There’s a growing buzz and growing worry about internships in Rwanda that pay little or nothing. For many graduates, internships are marketed as the necessary “bridge” from campus to career. For others, especially those from less privileged backgrounds, unpaid placements can become a trap: months of unpaid work that delay financial independence, force difficult trade-offs, and widen inequality.
Rwanda does have national structures that aim to make internships meaningful. The Ministry of Public Service and Labor runs a National Professional Internship Programme that places recent graduates in public and private institutions and provides a monthly stipend through the programme (which employers can top up). The programme and several operational guidelines are explicitly linked to the national Workplace Learning Policy meant to build employability skills.

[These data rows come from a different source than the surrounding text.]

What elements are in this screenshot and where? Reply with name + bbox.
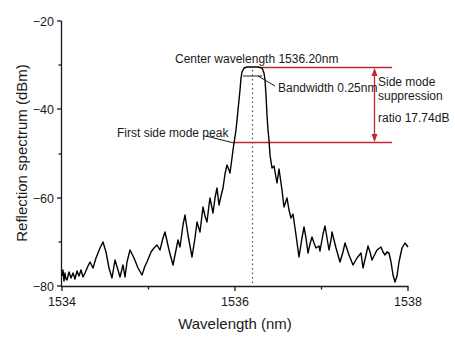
x-tick-label: 1536	[221, 295, 249, 309]
bandwidth-label: Bandwidth 0.25nm	[278, 81, 377, 95]
x-tick-label: 1534	[48, 295, 76, 309]
x-axis-title: Wavelength (nm)	[178, 315, 292, 332]
spectrum-curve	[62, 67, 408, 282]
bandwidth-leader	[258, 76, 275, 86]
smsr-label-line3: ratio 17.74dB	[378, 111, 449, 125]
y-tick-label: −40	[33, 103, 54, 117]
smsr-double-arrow	[372, 68, 378, 142]
x-axis	[61, 287, 409, 292]
smsr-label-line1: Side mode	[378, 75, 436, 89]
y-axis-title: Reflection spectrum (dBm)	[13, 64, 30, 242]
y-tick-label: −80	[33, 280, 54, 294]
center-wavelength-label: Center wavelength 1536.20nm	[175, 52, 338, 66]
y-tick-label: −20	[33, 15, 54, 29]
y-tick-label: −60	[33, 192, 54, 206]
reflection-spectrum-chart: −20 −40 −60 −80 1534 1536 1538 Wavelengt…	[0, 0, 455, 343]
y-axis	[57, 21, 62, 287]
x-tick-label: 1538	[394, 295, 422, 309]
first-side-mode-label: First side mode peak	[117, 126, 229, 140]
smsr-label-line2: suppression	[378, 89, 443, 103]
chart-svg: −20 −40 −60 −80 1534 1536 1538 Wavelengt…	[0, 0, 455, 343]
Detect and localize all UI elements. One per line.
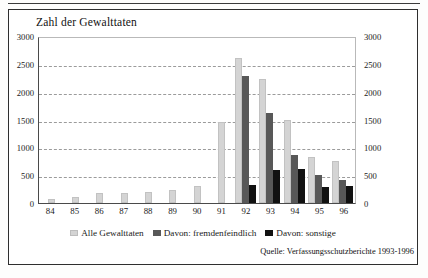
bar-group-94 [282, 38, 306, 203]
y-tick-left-2000: 2000 [2, 89, 34, 97]
bar-group-95 [306, 38, 330, 203]
top-divider [8, 3, 420, 4]
y-tick-right-2000: 2000 [364, 89, 398, 97]
source-note: Quelle: Verfassungsschutzberichte 1993-1… [260, 247, 414, 256]
bar-group-91 [209, 38, 233, 203]
x-tick-86: 86 [87, 206, 111, 216]
y-tick-right-500: 500 [364, 172, 398, 180]
bar-94-series2 [298, 169, 305, 204]
bar-90-series0 [194, 186, 201, 203]
bar-91-series0 [218, 122, 225, 203]
bar-92-series0 [235, 58, 242, 203]
x-tick-89: 89 [160, 206, 184, 216]
bar-group-96 [331, 38, 355, 203]
y-tick-left-500: 500 [2, 172, 34, 180]
y-tick-right-1500: 1500 [364, 117, 398, 125]
bar-group-87 [112, 38, 136, 203]
bar-86-series0 [96, 193, 103, 203]
x-tick-94: 94 [283, 206, 307, 216]
y-tick-left-1500: 1500 [2, 117, 34, 125]
bar-89-series0 [169, 190, 176, 203]
bar-95-series0 [308, 157, 315, 203]
x-axis-labels: 84858687888990919293949596 [38, 206, 356, 216]
x-tick-85: 85 [62, 206, 86, 216]
y-tick-right-3000: 3000 [364, 33, 398, 41]
legend-label-0: Alle Gewalttaten [81, 228, 144, 238]
plot-area [38, 37, 356, 204]
bar-96-series1 [339, 180, 346, 203]
legend-item-0: Alle Gewalttaten [70, 228, 144, 238]
bar-95-series2 [322, 187, 329, 203]
bar-96-series0 [332, 161, 339, 203]
bar-group-92 [234, 38, 258, 203]
x-tick-88: 88 [136, 206, 160, 216]
bar-95-series1 [315, 175, 322, 203]
bar-84-series0 [48, 199, 55, 203]
bar-88-series0 [145, 192, 152, 203]
legend-swatch-icon-1 [153, 230, 161, 236]
bar-85-series0 [72, 197, 79, 203]
bar-92-series1 [242, 76, 249, 203]
legend-item-2: Davon: sonstige [265, 228, 335, 238]
legend-swatch-icon-0 [70, 230, 78, 236]
bar-groups [39, 38, 355, 203]
x-tick-96: 96 [332, 206, 356, 216]
y-tick-left-3000: 3000 [2, 33, 34, 41]
bar-group-84 [39, 38, 63, 203]
x-tick-95: 95 [307, 206, 331, 216]
x-tick-84: 84 [38, 206, 62, 216]
y-tick-right-2500: 2500 [364, 61, 398, 69]
chart-legend: Alle GewalttatenDavon: fremdenfeindlichD… [38, 228, 368, 238]
legend-swatch-icon-2 [265, 230, 273, 236]
bar-group-85 [63, 38, 87, 203]
y-tick-left-1000: 1000 [2, 144, 34, 152]
y-tick-left-2500: 2500 [2, 61, 34, 69]
bar-group-93 [258, 38, 282, 203]
chart-title: Zahl der Gewalttaten [36, 16, 137, 28]
x-tick-93: 93 [258, 206, 282, 216]
legend-label-1: Davon: fremdenfeindlich [164, 228, 257, 238]
bar-93-series0 [259, 79, 266, 203]
bar-group-86 [88, 38, 112, 203]
bar-96-series2 [346, 186, 353, 203]
x-tick-92: 92 [234, 206, 258, 216]
bar-94-series0 [284, 120, 291, 204]
x-tick-91: 91 [209, 206, 233, 216]
bar-group-88 [136, 38, 160, 203]
y-tick-right-1000: 1000 [364, 144, 398, 152]
legend-label-2: Davon: sonstige [276, 228, 335, 238]
bar-94-series1 [291, 155, 298, 203]
bar-group-89 [161, 38, 185, 203]
bar-93-series1 [266, 113, 273, 203]
x-tick-90: 90 [185, 206, 209, 216]
bar-group-90 [185, 38, 209, 203]
y-tick-left-0: 0 [2, 200, 34, 208]
y-tick-right-0: 0 [364, 200, 398, 208]
legend-item-1: Davon: fremdenfeindlich [153, 228, 257, 238]
x-tick-87: 87 [111, 206, 135, 216]
bar-93-series2 [273, 170, 280, 203]
bar-87-series0 [121, 193, 128, 203]
figure-container: Zahl der Gewalttaten 0500100015002000250… [0, 0, 428, 278]
bar-92-series2 [249, 185, 256, 203]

Positive side: training, exposure and networks
When done correctly, internships can be powerful. A structured placement gives hands-on experience, workplace mentoring, and a chance to translate theory into tasks employers value. For interns who cannot afford unpaid work, a stipend-based national programme can open doors otherwise closed; targeted internships (e.g., in justice, health, or government) expose young people to networks and referees that accelerate job prospects. Studies and policy papers on workplace learning note improved labor market outcomes for participants when internships are well-supervised and tied to clear learning objectives.
Negative side: exclusion, exploitation and displacement
But there’s a darker side. Unpaid or poorly supervised internships disproportionately exclude candidates who must support families or pay rent. Employers that rely on free labor risk turning internships into permanent unpaid roles, eroding entry-level pay norms and taking jobs that could go to paid employees. Interns may perform routine tasks with little supervision, receiving no training or assessment, the opposite of what a legitimate workplace-learning experience should deliver. The International Labor Organization warns that internships should be primarily for training, should not displace regular workers, and should respect core employment protections standards often breached in practice.
What rights do interns have in Rwanda?
Rwanda’s legal framework distinguishes apprenticeship and internship contracts and sets out their nature in ministerial orders and national guidelines; these documents anchor internships in the workplace-learning policy and clarify roles for institutions, supervisors and the Ministry. That legal scaffolding provides a basis to demand defined learning objectives, supervision, and where national programmes apply a stipend. But enforcement and employer compliance vary, so knowledge of your rights and program rules is essential.
How to make internships meaningful (and fair)
Insist on a written placement plan: duties, supervisor, learning outcomes and duration.
Push for remuneration or stipends for living costs; where national schemes provide stipends, employers should not replace them with unpaid “attachments.”
Monitor and evaluate: institutions and universities must track intern progress and collect feedback.
Limit duration and prevent displacement: internships should not substitute paid roles; they should be time-bound training experiences.
Public-private collaboration: expand stipend national placements and incentivize private employers to offer paid internships through tax credits or recognition.
Conclusion
Unpaid internships are not inherently exploitative but without clear rules, supervision and financial support they risk deepening inequality and wasting young talent. Rwanda already has policy instruments and a national internship programme that, if scaled and enforced, can tilt the balance toward training and fair access. The challenge for policymakers, employers and universities is to convert that promise into day-to-day practice so internships become springboards not stumbling blocks for the country’s youth.